Today is Monday, Aug. 4, the 216th day of 2003. There are 149 days left in the year. On this date in



Today is Monday, Aug. 4, the 216th day of 2003. There are 149 days left in the year. On this date in 1944, Nazi police raid the secret annex of a building in Amsterdam and arrest eight people -- including 15-year-old Anne Frank, whose diary becomes a famous account of the Holocaust. Anne dies at Bergen-Belsen.
In 1735, a jury acquits John Peter Zenger of the New York Weekly Journal of seditious libel. In 1790, the Coast Guard has its beginnings as the Revenue Cutter Service. In 1792, romantic poet Percy Bysshe Shelley is born in Field Place, England. In 1830, plans for the city of Chicago are laid out. In 1892, Andrew and Abby Borden are axed to death in their home in Fall River, Mass. Lizzie Borden, Andrew Borden's daughter from a previous marriage, is accused of the killings, but acquitted at trial. In 1914, Britain declares war on Germany while the United States proclaims its neutrality. In 1916, the United States purchases the Danish Virgin Islands for $25 million. In 1964, the bodies of missing civil rights workers Michael H. Schwerner, Andrew Goodman and James E. Chaney are found buried in an earthen dam in Mississippi. In 1977, President Carter signs a measure establishing the Department of Energy. In 1987, the Federal Communications Commission votes to rescind the Fairness Doctrine, which requires radio and television stations to present balanced coverage of controversial issues. In 1993, a federal judge sentenced Los Angeles police officers Stacey Koon and Laurence Powell to 21/2 years in prison for violating Rodney King's civil rights.
August 4, 1978: GF Business Equipment Inc. has a second quarter profit of $90,449, a healthy turnaround from its loss of more than $2 million in the first quarter, reports President and Chief Operating Officer Mason D. Feisel.
A long-awaited improvement in the heart of downtown Youngstown urban renewal land is about to materialize as Mayor J. Phillip Richley announces that a 16-story structure will be built by architect and developer Andrew Burin, providing 173 one bedroom apartments for the elderly and 800 square feet of leased commercial space on the ground floor.
Mahoning County's second-half 1977 tax collection comes to $22.9 million, or 98.3 percent of the total charge. The first-half collection exceeded 99 percent.
August 4, 1963: East Ohio Gas Co. crews are drilling holes in downtown streets and sidewalks, which are then plugged with rubber stoppers. Sensors will be inserted into the holes on a monthly basis to check for leaks in gas lines in heavily traveled commercial areas.
The American Anti-Vivisection Society protests strongly an Atomic Energy Commission plan to use 1,000 dogs and more than 10,000 smaller laboratory animals in radioactivity tests over a period of years.
Youngstown sidewalk inspectors will go to work with special instructions from City Engineer Albert R. Haenny to nip in the bud a potential groundswell of complains about the city's $1.2 million sidewalk reconstruction program. Some residents are complaining that their walks are not bad enough to warrant replacement, while other are unhappy that their sidewalk wasn't marked for repair or replacement.
Medro White of Youngstown scores an eagle two on the par four fifth hole at the Avalon course in Warren and then uses a nine iron on the sixth hole to sink a 125-yard hole in one. White bogeyed the next four holes, and winded up with a 73 for the day.
August 4, 1953: Mahoning County Common Pleas Judge David G. Jenkins rules that six Struthers policemen, including ex-chief Neil K. Gordon, whose pensions were stopped, should be restored to the pension fund because the Struthers police pension board was legally wrong in discontinuing them. The pensions had been ordered discontinued by a state examiner.
A 29-year-old South Side man who bragged in several downtown Youngstown taverns that he was the turnpike killer is being held in city jail without charge. Bar patrons called police after the man loudly proclaimed that two dead truckers got what they deserved and declared that he was the killer.
Advertisement: Kids! Coming to the Century Food Market at 1815 Belmont Ave., the gigantic, 35-foot Ralston Rocket Ship. Children will be able to board the rocket, operate the controls and see the future capital of the universe!
August 4, 1928: Three men held in the Mahoning County Jail on serious charges take possession of the jail for a short time after overpowering Deputy Sheriff Charles Conway and seizing his gun. They return the gun to Conway and surrender after heavily armed police and deputy sheriffs surround the jail.
In a Vindicator straw vote taken at the Youngstown YWCA, Herbert Hoover, Republican nominee for president, polls 146 votes, compared to 14 for his opponent Alfred E. Smith, the Democratic nominee.
The Mahoning County treasurer's office closes its July tax collection with about $5.2 million collected toward the total charge of $6 million. If those figures hold, Youngstown schools and other subdivisions will face serious operating shortages.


Every line below that holds "spermatic" must be copied.

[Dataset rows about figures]

◆ ◆ ◆ ◆

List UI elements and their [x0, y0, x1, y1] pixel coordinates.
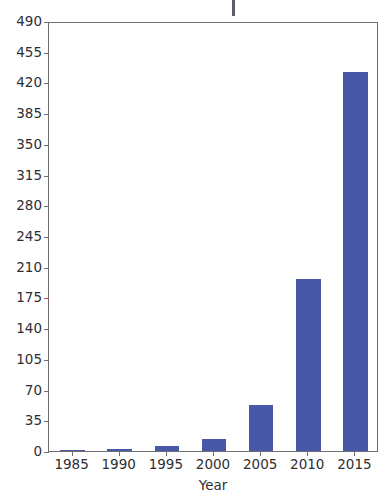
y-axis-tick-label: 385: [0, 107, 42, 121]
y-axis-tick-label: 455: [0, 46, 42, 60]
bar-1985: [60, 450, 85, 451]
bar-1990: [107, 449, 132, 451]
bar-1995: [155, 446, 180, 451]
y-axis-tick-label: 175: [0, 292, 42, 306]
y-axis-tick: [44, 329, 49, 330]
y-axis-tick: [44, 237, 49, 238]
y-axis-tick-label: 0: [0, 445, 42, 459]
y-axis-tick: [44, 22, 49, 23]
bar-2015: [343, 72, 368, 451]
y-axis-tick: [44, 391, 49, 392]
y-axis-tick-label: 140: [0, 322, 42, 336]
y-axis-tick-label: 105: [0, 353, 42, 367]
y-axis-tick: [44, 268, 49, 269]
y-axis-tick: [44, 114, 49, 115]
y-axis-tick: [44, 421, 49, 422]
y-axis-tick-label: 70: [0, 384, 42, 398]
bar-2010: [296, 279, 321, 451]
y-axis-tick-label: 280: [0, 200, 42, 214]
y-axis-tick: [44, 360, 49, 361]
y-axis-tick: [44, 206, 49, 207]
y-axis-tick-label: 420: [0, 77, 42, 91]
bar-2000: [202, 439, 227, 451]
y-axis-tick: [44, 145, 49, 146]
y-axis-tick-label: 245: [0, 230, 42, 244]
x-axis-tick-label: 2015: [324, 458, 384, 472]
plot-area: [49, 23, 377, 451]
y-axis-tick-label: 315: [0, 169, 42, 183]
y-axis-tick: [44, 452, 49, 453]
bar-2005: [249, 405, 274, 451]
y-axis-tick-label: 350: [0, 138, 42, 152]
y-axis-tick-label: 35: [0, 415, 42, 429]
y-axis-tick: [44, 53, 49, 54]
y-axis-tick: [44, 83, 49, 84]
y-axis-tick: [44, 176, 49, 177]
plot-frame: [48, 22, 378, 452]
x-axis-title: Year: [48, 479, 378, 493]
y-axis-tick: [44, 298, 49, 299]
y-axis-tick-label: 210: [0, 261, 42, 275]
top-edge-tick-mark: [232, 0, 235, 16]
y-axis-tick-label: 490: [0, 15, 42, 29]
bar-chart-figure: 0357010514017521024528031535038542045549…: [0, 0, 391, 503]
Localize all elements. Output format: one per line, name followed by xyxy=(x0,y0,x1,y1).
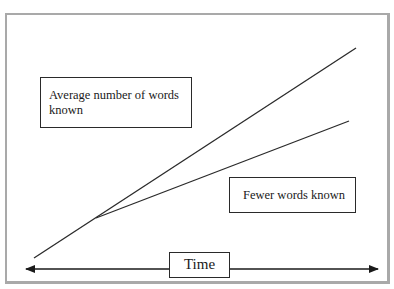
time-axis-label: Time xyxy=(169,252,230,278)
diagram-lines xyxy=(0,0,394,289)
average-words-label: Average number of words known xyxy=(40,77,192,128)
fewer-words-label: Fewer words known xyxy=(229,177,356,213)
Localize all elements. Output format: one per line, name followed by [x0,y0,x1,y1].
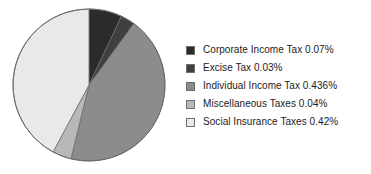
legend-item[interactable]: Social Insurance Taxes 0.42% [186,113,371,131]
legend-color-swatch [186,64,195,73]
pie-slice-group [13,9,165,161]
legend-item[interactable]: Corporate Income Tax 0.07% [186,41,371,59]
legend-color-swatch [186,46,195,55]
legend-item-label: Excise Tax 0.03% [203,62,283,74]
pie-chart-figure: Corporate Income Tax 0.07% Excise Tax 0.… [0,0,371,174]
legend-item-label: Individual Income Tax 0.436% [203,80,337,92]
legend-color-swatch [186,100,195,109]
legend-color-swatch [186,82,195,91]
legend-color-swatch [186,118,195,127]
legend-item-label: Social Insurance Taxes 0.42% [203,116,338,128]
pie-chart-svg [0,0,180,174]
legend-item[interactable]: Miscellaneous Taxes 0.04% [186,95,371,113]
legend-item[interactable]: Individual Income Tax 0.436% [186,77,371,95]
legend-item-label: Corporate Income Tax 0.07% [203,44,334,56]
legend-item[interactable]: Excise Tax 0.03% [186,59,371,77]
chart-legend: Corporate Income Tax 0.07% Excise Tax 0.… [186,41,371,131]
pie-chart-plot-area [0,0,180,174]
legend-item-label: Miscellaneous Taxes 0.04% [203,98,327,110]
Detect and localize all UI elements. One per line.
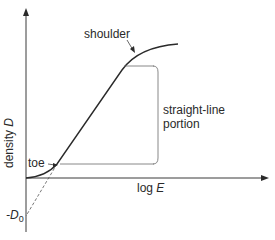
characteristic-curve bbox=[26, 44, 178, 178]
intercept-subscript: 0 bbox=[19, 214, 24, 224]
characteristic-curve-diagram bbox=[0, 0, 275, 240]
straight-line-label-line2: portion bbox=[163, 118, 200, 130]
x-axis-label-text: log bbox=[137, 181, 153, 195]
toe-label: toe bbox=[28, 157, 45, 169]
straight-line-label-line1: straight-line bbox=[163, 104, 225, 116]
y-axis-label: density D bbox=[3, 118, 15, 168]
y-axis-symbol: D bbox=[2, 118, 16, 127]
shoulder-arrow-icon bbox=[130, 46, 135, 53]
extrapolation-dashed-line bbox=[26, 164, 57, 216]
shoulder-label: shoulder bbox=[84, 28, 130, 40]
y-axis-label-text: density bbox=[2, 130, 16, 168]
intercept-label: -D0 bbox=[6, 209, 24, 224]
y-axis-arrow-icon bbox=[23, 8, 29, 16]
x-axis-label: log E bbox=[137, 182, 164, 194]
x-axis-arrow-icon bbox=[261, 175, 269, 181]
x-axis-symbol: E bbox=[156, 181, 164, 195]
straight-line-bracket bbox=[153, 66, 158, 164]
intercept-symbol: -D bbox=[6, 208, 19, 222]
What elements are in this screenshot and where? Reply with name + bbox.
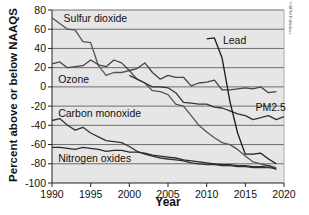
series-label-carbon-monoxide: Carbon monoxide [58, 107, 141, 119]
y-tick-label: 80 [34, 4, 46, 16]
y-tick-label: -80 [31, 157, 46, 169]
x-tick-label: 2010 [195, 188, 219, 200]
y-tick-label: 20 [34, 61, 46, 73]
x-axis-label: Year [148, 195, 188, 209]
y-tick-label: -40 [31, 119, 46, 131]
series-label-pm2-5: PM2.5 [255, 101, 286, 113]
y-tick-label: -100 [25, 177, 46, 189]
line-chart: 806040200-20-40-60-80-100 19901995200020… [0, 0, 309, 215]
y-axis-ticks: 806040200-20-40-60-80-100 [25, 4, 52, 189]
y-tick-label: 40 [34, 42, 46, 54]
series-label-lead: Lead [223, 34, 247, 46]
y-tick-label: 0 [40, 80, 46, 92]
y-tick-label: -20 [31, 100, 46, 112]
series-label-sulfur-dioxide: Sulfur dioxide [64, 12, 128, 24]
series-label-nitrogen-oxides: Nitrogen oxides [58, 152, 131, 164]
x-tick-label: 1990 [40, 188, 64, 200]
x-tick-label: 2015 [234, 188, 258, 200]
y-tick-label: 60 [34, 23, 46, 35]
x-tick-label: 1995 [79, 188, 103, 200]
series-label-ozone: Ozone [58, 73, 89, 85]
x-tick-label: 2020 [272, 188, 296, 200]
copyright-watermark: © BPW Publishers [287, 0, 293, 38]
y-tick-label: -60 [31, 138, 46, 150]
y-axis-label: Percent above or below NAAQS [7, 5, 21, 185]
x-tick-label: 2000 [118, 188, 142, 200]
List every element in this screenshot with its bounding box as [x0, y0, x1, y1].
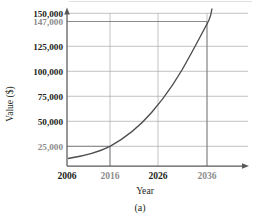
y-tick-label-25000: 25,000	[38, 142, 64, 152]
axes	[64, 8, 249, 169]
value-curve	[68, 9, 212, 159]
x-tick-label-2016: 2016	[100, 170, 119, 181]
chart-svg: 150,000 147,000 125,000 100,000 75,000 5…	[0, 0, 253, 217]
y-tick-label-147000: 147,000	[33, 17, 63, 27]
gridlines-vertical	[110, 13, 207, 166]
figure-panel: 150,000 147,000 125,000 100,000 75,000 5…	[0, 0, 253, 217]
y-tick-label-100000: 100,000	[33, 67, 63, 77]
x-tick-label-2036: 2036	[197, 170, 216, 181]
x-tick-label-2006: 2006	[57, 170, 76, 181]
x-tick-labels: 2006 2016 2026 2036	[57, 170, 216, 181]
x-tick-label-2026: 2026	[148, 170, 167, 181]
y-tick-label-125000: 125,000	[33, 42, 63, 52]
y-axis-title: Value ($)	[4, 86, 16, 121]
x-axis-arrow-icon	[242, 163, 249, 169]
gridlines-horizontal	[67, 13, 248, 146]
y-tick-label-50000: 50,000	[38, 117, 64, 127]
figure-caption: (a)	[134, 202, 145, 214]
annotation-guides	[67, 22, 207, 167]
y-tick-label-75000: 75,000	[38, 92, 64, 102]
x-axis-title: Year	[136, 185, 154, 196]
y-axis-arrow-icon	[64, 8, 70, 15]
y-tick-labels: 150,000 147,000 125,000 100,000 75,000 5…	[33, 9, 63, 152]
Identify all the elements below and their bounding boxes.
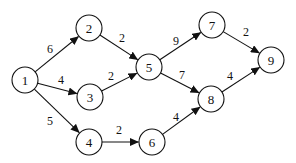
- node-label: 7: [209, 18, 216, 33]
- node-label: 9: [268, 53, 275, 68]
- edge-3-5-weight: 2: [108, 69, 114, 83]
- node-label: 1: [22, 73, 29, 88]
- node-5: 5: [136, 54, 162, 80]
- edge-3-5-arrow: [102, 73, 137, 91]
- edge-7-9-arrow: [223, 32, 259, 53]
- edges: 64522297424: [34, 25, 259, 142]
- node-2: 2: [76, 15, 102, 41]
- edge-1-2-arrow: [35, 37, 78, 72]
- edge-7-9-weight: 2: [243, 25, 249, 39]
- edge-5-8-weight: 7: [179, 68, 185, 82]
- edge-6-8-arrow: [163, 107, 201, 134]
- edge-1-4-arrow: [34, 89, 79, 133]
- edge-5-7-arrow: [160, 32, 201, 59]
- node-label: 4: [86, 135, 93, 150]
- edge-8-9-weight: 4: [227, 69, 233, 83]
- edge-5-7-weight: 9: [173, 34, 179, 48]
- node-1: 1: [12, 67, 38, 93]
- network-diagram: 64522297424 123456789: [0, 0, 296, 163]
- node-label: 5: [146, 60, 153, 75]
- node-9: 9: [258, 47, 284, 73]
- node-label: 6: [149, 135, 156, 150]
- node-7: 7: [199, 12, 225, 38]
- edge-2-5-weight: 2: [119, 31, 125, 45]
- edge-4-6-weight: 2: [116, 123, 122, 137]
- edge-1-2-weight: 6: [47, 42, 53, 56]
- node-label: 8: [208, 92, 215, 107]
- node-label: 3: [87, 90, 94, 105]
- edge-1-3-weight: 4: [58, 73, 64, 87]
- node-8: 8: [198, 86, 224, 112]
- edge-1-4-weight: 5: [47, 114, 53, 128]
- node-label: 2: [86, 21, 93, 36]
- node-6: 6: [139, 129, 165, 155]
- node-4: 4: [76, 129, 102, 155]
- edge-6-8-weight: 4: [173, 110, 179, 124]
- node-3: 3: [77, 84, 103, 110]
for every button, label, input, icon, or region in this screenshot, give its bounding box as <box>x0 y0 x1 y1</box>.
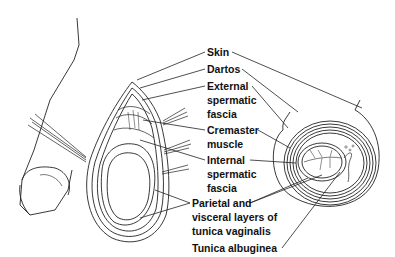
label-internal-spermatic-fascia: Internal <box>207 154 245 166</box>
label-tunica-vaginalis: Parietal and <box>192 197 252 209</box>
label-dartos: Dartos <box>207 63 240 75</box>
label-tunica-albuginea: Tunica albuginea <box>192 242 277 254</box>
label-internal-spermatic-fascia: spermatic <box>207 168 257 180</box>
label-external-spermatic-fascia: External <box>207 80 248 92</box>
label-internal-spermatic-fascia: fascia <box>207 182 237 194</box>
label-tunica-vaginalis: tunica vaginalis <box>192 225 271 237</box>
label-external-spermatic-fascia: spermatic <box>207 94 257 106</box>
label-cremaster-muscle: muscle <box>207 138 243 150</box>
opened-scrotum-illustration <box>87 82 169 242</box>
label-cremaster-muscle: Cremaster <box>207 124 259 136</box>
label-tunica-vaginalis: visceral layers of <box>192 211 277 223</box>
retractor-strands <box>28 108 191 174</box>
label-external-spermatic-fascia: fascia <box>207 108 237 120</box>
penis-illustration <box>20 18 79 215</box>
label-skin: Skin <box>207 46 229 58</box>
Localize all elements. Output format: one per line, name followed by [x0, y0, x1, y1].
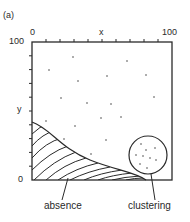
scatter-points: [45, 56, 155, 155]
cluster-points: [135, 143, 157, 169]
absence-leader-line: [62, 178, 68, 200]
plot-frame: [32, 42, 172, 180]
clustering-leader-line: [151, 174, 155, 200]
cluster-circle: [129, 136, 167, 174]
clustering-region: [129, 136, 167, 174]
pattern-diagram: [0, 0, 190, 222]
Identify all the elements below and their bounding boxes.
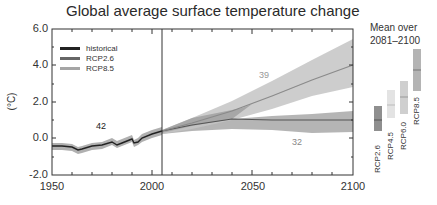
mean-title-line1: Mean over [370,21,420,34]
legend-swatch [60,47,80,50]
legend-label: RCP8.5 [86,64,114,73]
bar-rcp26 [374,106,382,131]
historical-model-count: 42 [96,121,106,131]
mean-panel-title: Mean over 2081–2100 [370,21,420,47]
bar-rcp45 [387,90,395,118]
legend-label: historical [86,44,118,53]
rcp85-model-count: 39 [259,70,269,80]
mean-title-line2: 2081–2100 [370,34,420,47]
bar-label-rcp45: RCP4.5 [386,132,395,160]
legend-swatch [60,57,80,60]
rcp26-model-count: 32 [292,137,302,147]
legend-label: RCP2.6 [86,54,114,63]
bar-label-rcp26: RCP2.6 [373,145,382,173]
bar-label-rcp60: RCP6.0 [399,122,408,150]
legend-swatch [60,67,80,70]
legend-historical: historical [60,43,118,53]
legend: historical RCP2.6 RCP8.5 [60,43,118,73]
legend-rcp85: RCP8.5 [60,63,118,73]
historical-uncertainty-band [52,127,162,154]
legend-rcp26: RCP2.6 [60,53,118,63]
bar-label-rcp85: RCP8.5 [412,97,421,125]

◆ ◆ ◆ ◆

## Answer section
label-internal-spermatic-fascia: Internal <box>207 154 245 166</box>
label-internal-spermatic-fascia: spermatic <box>207 168 257 180</box>
label-external-spermatic-fascia: External <box>207 80 248 92</box>
label-internal-spermatic-fascia: fascia <box>207 182 237 194</box>
label-external-spermatic-fascia: spermatic <box>207 94 257 106</box>
label-external-spermatic-fascia: fascia <box>207 108 237 120</box>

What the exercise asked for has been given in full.